Straying away from God is miserable. Perhaps you know all too well that what starts out as a fun distraction quickly turns ugly and spiritually toxic.
Grace in the Storm
But Jonah was not abandoned … and neither are you. If you have been backsliding head-first into sin or if you are dry and feel spiritually dead, remember the promise that He ‘will seek the lost’ and ‘bring back the strayed’ (Ezek. 34:16, emphasis added). God’s grace is unmistakable in Jonah’s story. God’s grace was in the storm: He could have just left Jonah to run away. God’s grace was in the fish: He could have left Jonah to drown, but instead sends an unconventional ark to rescue him.
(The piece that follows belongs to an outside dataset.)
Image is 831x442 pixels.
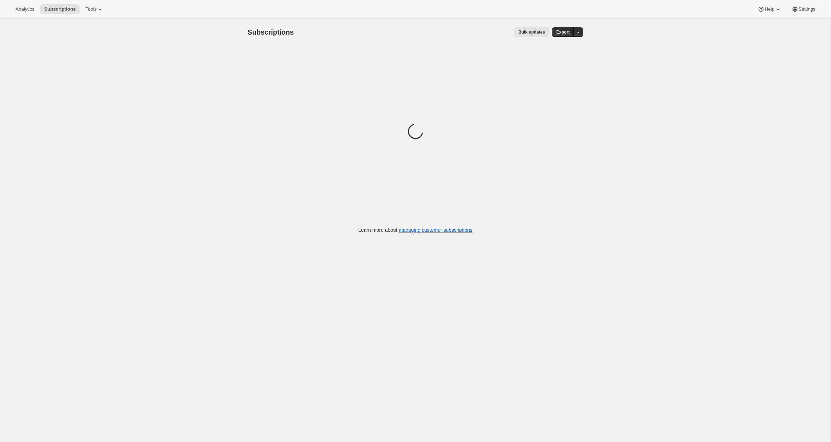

Jesus was your rescuer and ark when you first became a Christian. And He is still your ark today; the safe vessel to bring you out of the lifeless depths and back home to God. You see, even when we run like Jonah, God ‘delights in steadfast love’ (Micah 7:18). Our Heavenly Father ‘will again have compassion on us; he will tread our iniquities underfoot. You will cast all our sins into the depths of the sea’ (Micah 7:19).
What Jonah Does
What does Jonah do when the reality of his rebellion against the Lord hits him like a face full of krill? We read in chapter two that Jonah calls out to God for help; he prays. In Jonah’s case and in our own, God’s grace works together with our responsibility to call upon Him. When we call upon the Lord He listens.